Spirit: Touching lives: Evelyn Medina opens new Mean Mug location, employs students from S.O.A.R. Program

Published 12:00 am Monday, April 1, 2019

By Liz Moomey
liz.moomey@salisburypost.com

Evelyn Medina got an email one day that brought tears to her eyes.

It was from architect Pete Bogle asking if she would be interested in opening a Mean Mug coffeeshop in downtown Salisbury and employing students with intellectual disabilities from Rowan-Cabarrus Community College’s Skills, Opportunity, Awareness, Readiness program.

What Bogle didn’t know at the time is that her brother, Harold Mollinedo, has cognitive disabilities and was a student in the S.O.A.R. program. Medina said she knew the struggles people with intellectual disabilities face in getting a job.

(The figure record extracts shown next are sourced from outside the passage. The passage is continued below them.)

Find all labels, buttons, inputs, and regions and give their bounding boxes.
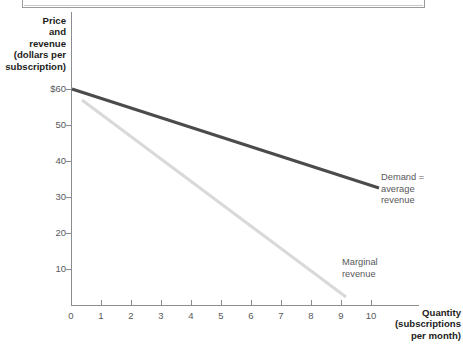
demand-series-label-line-1: Demand = xyxy=(381,172,424,184)
x-axis-title-line-1: Quantity xyxy=(355,307,461,318)
x-axis-title-line-3: per month) xyxy=(355,330,461,341)
marginal-revenue-series-label: Marginal revenue xyxy=(342,257,378,280)
demand-series-label-line-2: average xyxy=(381,184,424,196)
demand-average-revenue-line xyxy=(72,89,379,188)
demand-series-label: Demand = average revenue xyxy=(381,172,424,207)
demand-series-label-line-3: revenue xyxy=(381,195,424,207)
marginal-revenue-line xyxy=(82,100,346,297)
x-axis-title-line-2: (subscriptions xyxy=(355,318,461,329)
mr-series-label-line-1: Marginal xyxy=(342,257,378,269)
mr-series-label-line-2: revenue xyxy=(342,269,378,281)
chart-figure: Price and revenue (dollars per subscript… xyxy=(0,0,463,353)
x-axis-title: Quantity (subscriptions per month) xyxy=(355,307,461,341)
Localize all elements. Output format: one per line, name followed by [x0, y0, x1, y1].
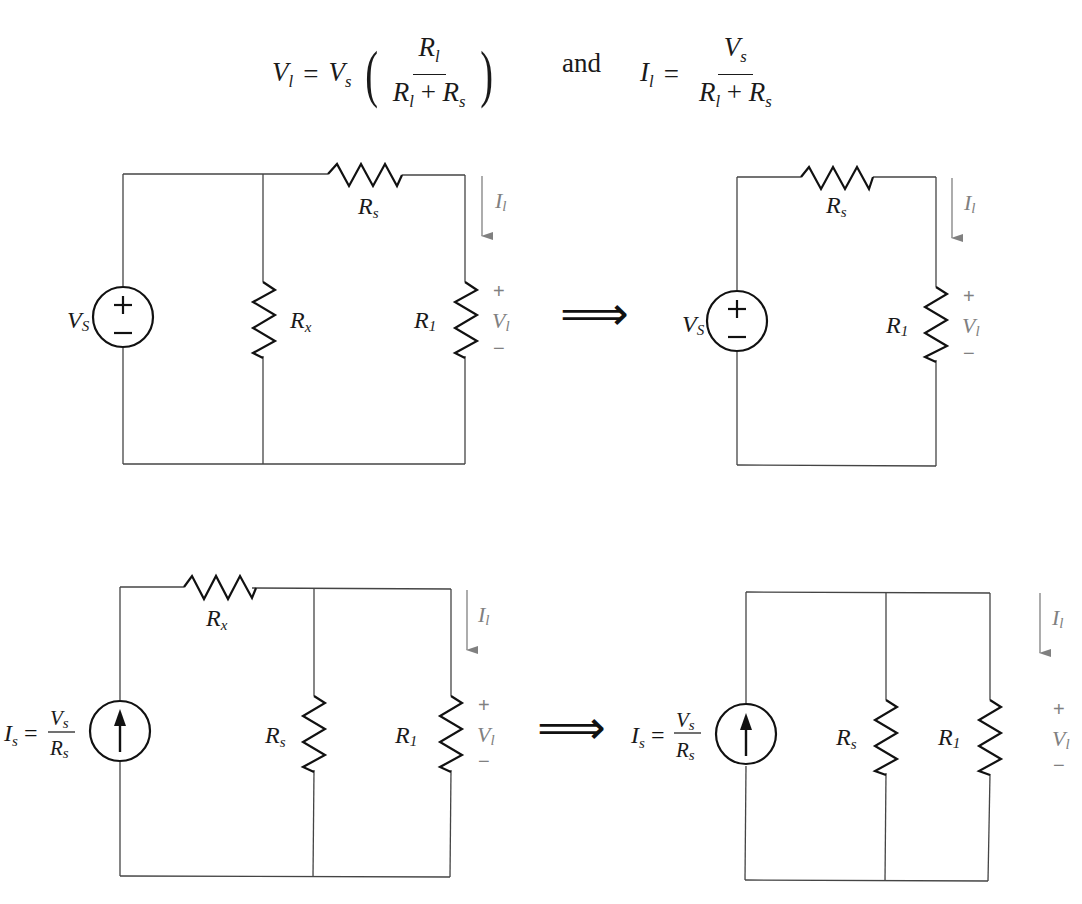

“It was a God-given that Pete and I found ourselves at the right intersection — at the right time in his life and my life and in our business ventures,” Medina said.

Medina moved to Salisbury in 2001 for an unsuccessful business venture and stuck around. In 2006, Mollinedo joined his sister in Salisbury and she began searching for a job for him. In Los Angeles, Mollinedo had worked for various companies from Walmart to a lawn care service. After more than a year of looking with Rowan Vocational Opportunities, they could not find a job for Mollinedo.

“The thought hit me, ‘Well maybe I should start a business where Harold could work,’” Medina said. “At the time, my kids were 4 and 5 years old, and there was no way I could. I was still very new in this community trying to find my own voice and my own way. That thought sat in the back of my head.”

Medina opened Mean Mug on South Fulton Street in 2015, concentrating on building a place where community residents could come to have a cup of coffee and feel welcome. She added a piece of her roots: coffee, a staple in Guatemala, where she was born.

“I was more focused in community,” Medina said. “I wasn’t thinking much of Harold in that sense. I was thinking about how cool it would be to have a place in Salisbury where people can just hang out as a community.”

Medina is now established as a small business owner of Mean Mug and Medina Construction, which she started in 2008 with her husband, Rigo. She can make decisions that positively impact the Salisbury community, so at the coffeeshop she started a pay-it-forward model — a give-give-give.

Medina said it allowed customers to feel a sense of pride buying a drink to pay it forward. It gave the baristas an opportunity to help a customer who was short of money, and importantly, it helped people in need in a way that made them feel comfortable.

With her new location at 110 N. Main St., Medina knows it will be a challenge employing people with special needs. Her teenage daughter, who has watched and helped her run Mean Mug, warned her that it was not going to be easy.

“If she learns nothing else, she needs to learn that the most rewarding things in life take hard work,” Medina said. “It’s just the way it is.”

The glow in the eyes of Bridget Henderson, the lead instructor of S.O.A.R., or Nicholas Black, a S.O.A.R. student who will work at Mean Mug, makes potential hardships worth it.

“You don’t have to change the world. You just have to touch one life. And if I can accomplish touching their lives in my lifetime, that’s all I need,” Medina said. “I can die happy.”